Why passive house isn’t yet mainstream in Australia

Why passive house isn’t yet mainstream in Australia

A certified passive house in Australia is still a rare thing. In a country that builds well over 100,000 new homes each year, the number completed to passive house standard remains a small fraction of total residential construction.

The industry hasn't had to change

The most straightforward explanation for slow passive house adoption in Australia is that the construction industry hasn’t been required to change. Building codes set minimum standards, and for most of the past two decades, those minimums have been low enough that the gap between code compliance and genuine performance has been very wide. Builders who build to the minimum pass inspections, satisfy certifiers and sell homes. The market hasn’t historically penalised poor thermal performance at the point of sale. In fact, buyers rarely know what they’re getting until they’re living in it and paying the energy bills.

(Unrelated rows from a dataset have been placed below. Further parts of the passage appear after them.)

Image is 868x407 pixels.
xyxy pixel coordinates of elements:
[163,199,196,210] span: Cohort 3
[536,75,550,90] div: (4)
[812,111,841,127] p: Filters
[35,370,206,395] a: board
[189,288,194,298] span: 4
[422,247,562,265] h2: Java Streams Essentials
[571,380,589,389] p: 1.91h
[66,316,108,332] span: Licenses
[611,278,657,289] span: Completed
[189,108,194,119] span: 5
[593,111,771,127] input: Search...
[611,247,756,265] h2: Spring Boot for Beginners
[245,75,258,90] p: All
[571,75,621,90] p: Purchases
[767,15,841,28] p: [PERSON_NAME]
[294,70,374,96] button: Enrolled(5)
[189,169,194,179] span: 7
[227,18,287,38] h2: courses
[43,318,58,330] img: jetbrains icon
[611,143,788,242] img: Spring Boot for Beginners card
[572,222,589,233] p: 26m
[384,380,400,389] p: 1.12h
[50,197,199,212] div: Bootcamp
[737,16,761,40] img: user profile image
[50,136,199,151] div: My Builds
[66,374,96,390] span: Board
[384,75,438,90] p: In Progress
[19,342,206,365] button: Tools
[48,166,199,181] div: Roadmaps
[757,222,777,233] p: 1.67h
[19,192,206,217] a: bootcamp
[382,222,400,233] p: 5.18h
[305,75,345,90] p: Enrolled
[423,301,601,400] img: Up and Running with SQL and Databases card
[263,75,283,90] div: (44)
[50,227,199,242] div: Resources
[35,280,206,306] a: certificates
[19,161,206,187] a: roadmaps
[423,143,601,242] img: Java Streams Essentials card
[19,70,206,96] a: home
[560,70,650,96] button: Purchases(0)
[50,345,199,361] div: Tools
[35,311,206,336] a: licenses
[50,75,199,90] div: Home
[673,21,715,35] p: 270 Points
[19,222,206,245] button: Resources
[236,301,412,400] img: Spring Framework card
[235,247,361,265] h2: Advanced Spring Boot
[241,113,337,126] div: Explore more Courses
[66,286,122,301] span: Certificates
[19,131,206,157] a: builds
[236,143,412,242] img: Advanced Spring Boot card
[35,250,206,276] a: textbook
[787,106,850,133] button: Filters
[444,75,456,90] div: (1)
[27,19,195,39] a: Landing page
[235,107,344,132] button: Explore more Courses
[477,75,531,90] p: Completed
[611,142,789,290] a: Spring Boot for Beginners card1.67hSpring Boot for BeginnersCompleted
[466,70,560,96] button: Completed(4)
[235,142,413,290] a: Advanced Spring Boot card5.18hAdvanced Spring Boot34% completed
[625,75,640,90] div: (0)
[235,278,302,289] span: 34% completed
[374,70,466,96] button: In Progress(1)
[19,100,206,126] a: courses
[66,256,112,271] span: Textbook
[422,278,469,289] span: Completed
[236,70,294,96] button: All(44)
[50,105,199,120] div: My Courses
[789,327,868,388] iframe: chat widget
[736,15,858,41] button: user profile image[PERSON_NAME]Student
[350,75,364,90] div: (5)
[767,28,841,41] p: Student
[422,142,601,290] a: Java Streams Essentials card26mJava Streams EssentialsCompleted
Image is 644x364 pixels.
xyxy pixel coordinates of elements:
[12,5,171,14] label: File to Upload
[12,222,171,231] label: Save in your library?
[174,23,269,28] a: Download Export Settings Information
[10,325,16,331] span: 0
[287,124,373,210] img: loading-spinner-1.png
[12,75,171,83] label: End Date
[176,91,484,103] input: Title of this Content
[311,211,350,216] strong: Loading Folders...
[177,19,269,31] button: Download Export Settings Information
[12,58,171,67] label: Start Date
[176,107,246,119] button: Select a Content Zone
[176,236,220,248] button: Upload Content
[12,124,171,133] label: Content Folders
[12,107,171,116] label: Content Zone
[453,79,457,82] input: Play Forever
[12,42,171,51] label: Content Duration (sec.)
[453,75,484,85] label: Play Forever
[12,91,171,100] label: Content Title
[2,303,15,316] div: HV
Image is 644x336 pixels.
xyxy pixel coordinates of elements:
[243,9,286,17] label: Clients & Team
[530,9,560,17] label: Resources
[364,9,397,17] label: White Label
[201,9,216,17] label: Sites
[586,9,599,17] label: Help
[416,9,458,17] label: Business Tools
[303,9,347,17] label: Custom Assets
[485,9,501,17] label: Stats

Consumer awareness has been low

Most Australians planning a new home have never encountered the term passive house. They know what a pool costs, what a kitchen renovation costs and roughly what a standard new build costs per square metre. They don’t know what a blower door test is, what a U-value means or why the difference between 100mm and 200mm of wall insulation matters to their comfort and energy bills.

That awareness gap is not their fault. It reflects the fact that building performance has never been a prominent part of the public conversation about housing in Australia in the way that it has in many parts of Europe.

When performance doesn’t feature in the conversation, it doesn’t feature in the brief. And when it doesn’t feature in the brief, builders have no incentive to invest in the skills and systems needed to deliver it.

The supply chain and skills gap

Passive house design requires a construction industry that knows how to build to the passive house standard. That means builders who understand airtightness, trades who know how to work around an airtight membrane without compromising it, window suppliers who stock products that meet passive house performance requirements and certifiers who can verify that the finished building performs as designed.

Australia has all of these, but not at scale. The pool of experienced passive house builders in Australia is growing, but is small relative to the size of the construction market. Training takes time.

Supply chains for passive house components – particularly high-performance windows and MVHR units – are also less competitive and more expensive in Australia than in Europe, where sustained demand has produced mature, cost-effective supply chains.

This creates a self-reinforcing cycle. Limited supply keeps costs higher than they need to be. Higher costs make passive house designs in Australia less accessible to the mainstream market. A smaller mainstream market limits the demand that would drive supply chain development and cost reduction. Breaking that cycle requires demand to grow faster than supply, which is beginning to happen, but takes time.

The cost conversation has been framed badly

The passive house premium (the additional cost over a conventional build) has often been presented as a barrier rather than an investment. A 10% construction premium sounds significant on its own. But if it’s presented alongside 30 years of energy savings, reduced maintenance costs, eliminated gas bills and a growing resale premium for certified performance, it looks considerably more reasonable.

The problem is that the full lifecycle cost comparison requires a level of financial literacy about building performance that most homeowners – and many builders and real estate agents – don’t currently have. When the conversation stops at construction cost, passive house design will always look expensive. When it extends to whole-of-life cost, the picture changes substantially.

What's changing?

Several things are beginning to move the needle on passive house adoption in Australia.
Energy prices are the most powerful driver. Australian households have experienced dramatic increases in electricity and gas costs over the past decade, and the structural pressures driving those increases haven’t been resolved. When energy bills are low and stable, the operational savings from passive house design are a nice-to-have. When energy bills are high and volatile, they become a compelling financial argument that reaches well beyond the early adopters who built the first wave of passive house designs in Australia.

Building codes have tightened, creating upward pressure on minimum performance standards. The move to a 7-star NatHERS minimum for new homes was a significant step, and the trajectory of the National Construction Code is consistently toward higher performance requirements. Each change to the code narrows the gap between minimum compliance and passive house standard.

Consumer awareness is growing, slowly. Media coverage of passive house designs in Australia has increased. Open days and demonstration projects run by the Australian Passive House Association are reaching larger audiences.

And the professional community is expanding. More architects, designers and builders are completing passive house training each year. The pool of certified passive house designers in Australia and passive house builders in Australia is growing, and the quality of work being produced is internationally competitive.